Faculty against firing of felons


By Jeff Sklar
Arizona Daily Wildcat
March 2, 2004

Faculty and staff members are joining with university lobbyists and President Peter Likins in opposition to legislative proposals that would require fingerprinting all university employees and firing people convicted of certain felonies.

In the past several days, employees who are subscribed to a listserv for staff members have been offering opposition to the two bills.

And yesterday, some faculty senators agreed the bills overstep the bounds of legislative appropriateness. Likins echoed their sentiments, telling the senate he hoped both bills would die.

"The university would · prefer that the Legislature not interfere in our employment practices," Likins said.

The bill forcing the university to fire people convicted of many felonies would strip those people of tenure, benefits and employment without affording them due process, said Faculty Senator Andrew Silverman.

The bill would terminate people convicted of felonies such as murder, stalking and sexual crimes, but would not include burglary and assault.

"Once the Legislature gets involved in this kind of thing, what kind of

slippery slope are we headed down?" Silverman asked.

Likins also said yesterday the bill requiring job applicants to pass background checks and get fingerprint clearance cards will likely "die a quiet death" in the Legislature.

The bill requiring many felons to be fired passed a House committee last week, but its sponsor has promised to withdraw it if the Arizona Board of Regents drafts a similar policy.

Such a policy is being written and could be discussed by the board of regents in April, regent spokeswoman Cathy McGonigle said last week.

The university has lobbied against both bills, and Likins said yesterday faculty need not make a concerted effort to halt progress of the fingerprinting bill.

Faculty Senator Gail Burd asked Likins whether a letter-writing campaign to legislators in opposition to the bills would be helpful. Likins said he would direct faculty chairman Jory Hancock to ask university lobbyists whether that would be appropriate.

"There's no point in writing to the arch-conservatives, the authors of these bills, because it sounds like you approve of hiring felons," Likins said.

In recent days, employees have also publicly voiced opposition to both bills on a university-wide listserv used by many lower-level employees. Some of these staff members wrote they were concerned that the bills are unnecessarily broad and needlessly invade people's privacy.

"What I vehemently object to is legislation that allows the government to poke its nose into every employee's background just because they're an employee," wrote Ryan Windows, a program coordinator in the Dean of Students Office.

Windows wrote that he didn't oppose background checks for employees required to handle large sums of money but thought the proposed policies were unnecessarily broad.

Tim Jull, a senior research scientist in the geosciences department, called the fingerprinting bill inappropriate because it mandates fingerprinting, rather than giving universities discretion.

Likins also said yesterday that the felons bill would unfairly prevent the university from hiring people who had committed crimes in the distant past.

A conviction that occurs while someone works at the UA could be reason for dismissal anyway, Silverman said, but not without due process.

"It's the way it's being done, I think, that's the problem," he said.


• WHAT YOU SHOULD DO: Would you copy out each line of the records below that includes the word "ticks"?

• DATA FOR THIS TASK:
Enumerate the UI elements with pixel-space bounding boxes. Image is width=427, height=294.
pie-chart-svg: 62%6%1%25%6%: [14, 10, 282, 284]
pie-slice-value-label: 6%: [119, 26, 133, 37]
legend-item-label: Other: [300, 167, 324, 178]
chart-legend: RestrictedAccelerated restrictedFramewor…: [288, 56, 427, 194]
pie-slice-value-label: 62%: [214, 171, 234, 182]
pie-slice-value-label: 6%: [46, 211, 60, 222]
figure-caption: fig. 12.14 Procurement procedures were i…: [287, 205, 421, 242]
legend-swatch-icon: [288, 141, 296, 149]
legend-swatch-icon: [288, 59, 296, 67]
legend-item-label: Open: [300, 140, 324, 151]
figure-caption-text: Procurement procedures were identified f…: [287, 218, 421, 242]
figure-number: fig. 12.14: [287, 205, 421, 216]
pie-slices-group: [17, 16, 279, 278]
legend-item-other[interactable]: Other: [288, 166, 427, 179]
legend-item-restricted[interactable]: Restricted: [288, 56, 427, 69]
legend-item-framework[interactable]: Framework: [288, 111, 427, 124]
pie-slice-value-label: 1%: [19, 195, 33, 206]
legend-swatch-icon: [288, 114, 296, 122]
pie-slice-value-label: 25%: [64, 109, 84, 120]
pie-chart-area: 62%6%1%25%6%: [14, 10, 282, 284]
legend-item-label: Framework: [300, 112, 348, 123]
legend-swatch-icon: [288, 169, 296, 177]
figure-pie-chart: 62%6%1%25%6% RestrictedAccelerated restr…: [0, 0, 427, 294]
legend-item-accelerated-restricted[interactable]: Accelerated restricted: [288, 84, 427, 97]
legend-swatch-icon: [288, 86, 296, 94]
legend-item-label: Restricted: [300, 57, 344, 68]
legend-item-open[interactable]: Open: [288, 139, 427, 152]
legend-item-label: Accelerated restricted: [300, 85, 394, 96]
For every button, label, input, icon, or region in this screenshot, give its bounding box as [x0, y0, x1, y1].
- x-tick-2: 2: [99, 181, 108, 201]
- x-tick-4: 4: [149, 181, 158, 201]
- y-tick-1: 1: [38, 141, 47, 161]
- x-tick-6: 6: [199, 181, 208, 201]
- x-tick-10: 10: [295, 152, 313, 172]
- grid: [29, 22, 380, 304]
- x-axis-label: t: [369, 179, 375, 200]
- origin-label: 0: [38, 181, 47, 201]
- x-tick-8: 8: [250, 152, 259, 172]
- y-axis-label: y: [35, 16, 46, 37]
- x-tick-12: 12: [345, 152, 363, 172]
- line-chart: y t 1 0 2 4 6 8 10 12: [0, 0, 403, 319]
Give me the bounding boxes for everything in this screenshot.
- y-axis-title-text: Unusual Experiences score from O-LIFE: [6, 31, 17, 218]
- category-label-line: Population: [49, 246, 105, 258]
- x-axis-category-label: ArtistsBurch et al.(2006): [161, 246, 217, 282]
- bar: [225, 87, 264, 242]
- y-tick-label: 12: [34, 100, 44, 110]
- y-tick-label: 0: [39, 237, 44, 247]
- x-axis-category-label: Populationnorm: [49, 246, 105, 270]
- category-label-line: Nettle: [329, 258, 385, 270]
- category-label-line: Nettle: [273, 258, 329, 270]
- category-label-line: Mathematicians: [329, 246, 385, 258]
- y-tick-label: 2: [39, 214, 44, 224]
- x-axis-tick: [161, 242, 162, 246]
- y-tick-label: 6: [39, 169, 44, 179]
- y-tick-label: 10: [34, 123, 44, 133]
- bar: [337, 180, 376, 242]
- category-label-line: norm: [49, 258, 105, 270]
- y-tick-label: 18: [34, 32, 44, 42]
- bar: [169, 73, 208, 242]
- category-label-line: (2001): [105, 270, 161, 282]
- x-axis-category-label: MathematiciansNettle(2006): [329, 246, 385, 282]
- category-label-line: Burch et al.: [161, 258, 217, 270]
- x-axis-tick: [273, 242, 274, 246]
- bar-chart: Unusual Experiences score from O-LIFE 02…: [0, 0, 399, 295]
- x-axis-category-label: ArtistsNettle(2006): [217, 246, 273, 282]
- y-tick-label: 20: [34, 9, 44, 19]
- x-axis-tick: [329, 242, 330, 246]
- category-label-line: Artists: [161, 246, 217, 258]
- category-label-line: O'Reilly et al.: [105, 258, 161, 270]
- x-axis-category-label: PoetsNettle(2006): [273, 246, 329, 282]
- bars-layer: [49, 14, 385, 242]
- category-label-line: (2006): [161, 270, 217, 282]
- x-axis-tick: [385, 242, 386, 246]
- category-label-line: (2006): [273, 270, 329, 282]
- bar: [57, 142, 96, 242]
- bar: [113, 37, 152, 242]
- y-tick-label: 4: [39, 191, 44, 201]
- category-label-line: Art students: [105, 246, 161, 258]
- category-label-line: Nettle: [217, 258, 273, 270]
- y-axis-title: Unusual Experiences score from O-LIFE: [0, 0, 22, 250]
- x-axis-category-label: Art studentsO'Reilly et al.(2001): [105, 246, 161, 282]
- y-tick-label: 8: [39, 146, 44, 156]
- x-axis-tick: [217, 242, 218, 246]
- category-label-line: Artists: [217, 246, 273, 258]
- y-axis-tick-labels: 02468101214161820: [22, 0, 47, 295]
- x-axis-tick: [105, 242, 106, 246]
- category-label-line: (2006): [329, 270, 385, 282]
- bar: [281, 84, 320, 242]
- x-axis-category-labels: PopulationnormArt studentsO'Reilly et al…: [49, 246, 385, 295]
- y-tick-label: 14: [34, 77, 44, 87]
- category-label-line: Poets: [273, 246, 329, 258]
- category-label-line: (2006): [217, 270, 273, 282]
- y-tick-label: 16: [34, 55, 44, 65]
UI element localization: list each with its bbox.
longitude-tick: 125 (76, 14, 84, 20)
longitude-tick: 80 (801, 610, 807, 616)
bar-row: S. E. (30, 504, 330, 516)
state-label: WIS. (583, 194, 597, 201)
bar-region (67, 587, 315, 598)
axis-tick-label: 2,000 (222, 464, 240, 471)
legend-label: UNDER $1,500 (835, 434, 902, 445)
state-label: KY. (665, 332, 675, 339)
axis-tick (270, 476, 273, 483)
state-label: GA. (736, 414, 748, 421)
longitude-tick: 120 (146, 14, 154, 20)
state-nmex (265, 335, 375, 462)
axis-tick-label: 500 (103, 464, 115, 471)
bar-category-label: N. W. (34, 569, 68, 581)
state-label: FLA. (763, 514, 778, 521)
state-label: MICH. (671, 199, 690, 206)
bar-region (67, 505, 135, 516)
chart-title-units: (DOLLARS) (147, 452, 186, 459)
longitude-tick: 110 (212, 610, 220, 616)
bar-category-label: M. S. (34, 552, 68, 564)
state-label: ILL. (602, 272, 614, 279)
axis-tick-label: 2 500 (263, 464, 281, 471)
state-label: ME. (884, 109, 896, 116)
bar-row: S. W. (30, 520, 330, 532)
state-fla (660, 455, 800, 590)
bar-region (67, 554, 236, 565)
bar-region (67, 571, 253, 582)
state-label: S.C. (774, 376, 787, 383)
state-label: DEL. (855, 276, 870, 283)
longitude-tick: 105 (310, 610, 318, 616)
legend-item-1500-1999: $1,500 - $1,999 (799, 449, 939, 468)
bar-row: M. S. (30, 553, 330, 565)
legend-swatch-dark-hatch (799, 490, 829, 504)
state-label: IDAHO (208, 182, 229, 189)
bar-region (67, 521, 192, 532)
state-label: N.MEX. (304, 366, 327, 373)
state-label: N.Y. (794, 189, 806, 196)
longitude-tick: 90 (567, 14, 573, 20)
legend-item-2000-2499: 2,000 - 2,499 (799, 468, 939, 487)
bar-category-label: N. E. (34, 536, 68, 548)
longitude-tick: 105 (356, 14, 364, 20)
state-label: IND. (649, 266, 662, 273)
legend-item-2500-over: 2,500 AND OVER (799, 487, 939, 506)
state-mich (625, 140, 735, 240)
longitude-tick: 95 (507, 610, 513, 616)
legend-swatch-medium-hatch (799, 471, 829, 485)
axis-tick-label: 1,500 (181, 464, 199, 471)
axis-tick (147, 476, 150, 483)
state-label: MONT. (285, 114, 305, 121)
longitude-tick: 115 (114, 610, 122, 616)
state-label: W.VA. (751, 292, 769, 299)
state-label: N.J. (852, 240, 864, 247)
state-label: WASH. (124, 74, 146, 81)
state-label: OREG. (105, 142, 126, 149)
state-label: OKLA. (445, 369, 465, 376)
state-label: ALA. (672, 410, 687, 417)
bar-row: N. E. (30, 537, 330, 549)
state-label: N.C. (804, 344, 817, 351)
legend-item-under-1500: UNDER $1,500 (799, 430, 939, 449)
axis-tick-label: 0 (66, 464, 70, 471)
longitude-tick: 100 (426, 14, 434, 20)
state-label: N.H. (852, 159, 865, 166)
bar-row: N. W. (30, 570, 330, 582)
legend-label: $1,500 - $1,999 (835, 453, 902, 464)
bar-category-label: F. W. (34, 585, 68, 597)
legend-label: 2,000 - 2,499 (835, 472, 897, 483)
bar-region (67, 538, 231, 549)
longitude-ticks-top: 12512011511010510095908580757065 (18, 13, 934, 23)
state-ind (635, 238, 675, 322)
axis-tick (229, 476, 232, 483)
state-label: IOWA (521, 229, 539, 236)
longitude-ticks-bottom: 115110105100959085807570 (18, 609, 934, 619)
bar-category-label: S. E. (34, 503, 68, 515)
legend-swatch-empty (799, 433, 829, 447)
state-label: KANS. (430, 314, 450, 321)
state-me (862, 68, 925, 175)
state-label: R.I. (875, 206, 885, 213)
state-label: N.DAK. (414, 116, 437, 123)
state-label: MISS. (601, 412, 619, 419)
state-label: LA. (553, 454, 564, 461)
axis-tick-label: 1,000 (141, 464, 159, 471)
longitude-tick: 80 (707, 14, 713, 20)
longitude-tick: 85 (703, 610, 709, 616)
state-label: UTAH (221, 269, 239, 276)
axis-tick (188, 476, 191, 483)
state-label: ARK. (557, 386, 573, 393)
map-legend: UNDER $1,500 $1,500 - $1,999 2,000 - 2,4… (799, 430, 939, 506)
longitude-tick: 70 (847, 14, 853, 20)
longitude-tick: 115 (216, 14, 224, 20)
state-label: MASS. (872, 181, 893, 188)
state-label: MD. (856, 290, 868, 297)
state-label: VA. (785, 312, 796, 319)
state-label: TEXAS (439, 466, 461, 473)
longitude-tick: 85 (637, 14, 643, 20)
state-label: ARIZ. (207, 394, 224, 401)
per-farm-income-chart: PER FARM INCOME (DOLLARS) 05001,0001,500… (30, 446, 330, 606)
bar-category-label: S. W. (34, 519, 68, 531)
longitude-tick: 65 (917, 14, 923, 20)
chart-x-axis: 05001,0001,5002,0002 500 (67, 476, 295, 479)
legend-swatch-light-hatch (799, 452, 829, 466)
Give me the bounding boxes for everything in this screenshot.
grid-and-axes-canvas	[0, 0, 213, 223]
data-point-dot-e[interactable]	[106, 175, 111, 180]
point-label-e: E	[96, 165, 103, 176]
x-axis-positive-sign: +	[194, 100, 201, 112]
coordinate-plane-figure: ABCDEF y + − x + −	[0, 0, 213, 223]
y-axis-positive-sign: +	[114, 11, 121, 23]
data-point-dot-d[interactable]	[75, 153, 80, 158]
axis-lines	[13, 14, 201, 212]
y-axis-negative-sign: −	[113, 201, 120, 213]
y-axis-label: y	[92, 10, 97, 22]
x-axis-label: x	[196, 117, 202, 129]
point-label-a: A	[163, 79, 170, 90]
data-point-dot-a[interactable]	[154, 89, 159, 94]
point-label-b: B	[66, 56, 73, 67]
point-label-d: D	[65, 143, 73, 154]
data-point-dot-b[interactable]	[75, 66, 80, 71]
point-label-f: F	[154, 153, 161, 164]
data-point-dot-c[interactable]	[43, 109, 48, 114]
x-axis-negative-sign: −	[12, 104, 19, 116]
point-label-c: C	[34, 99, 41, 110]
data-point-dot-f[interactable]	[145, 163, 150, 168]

• RESPONSE BELOW:
longitude-ticks-top: 12512011511010510095908580757065 (18, 13, 934, 23)
longitude-ticks-bottom: 115110105100959085807570 (18, 609, 934, 619)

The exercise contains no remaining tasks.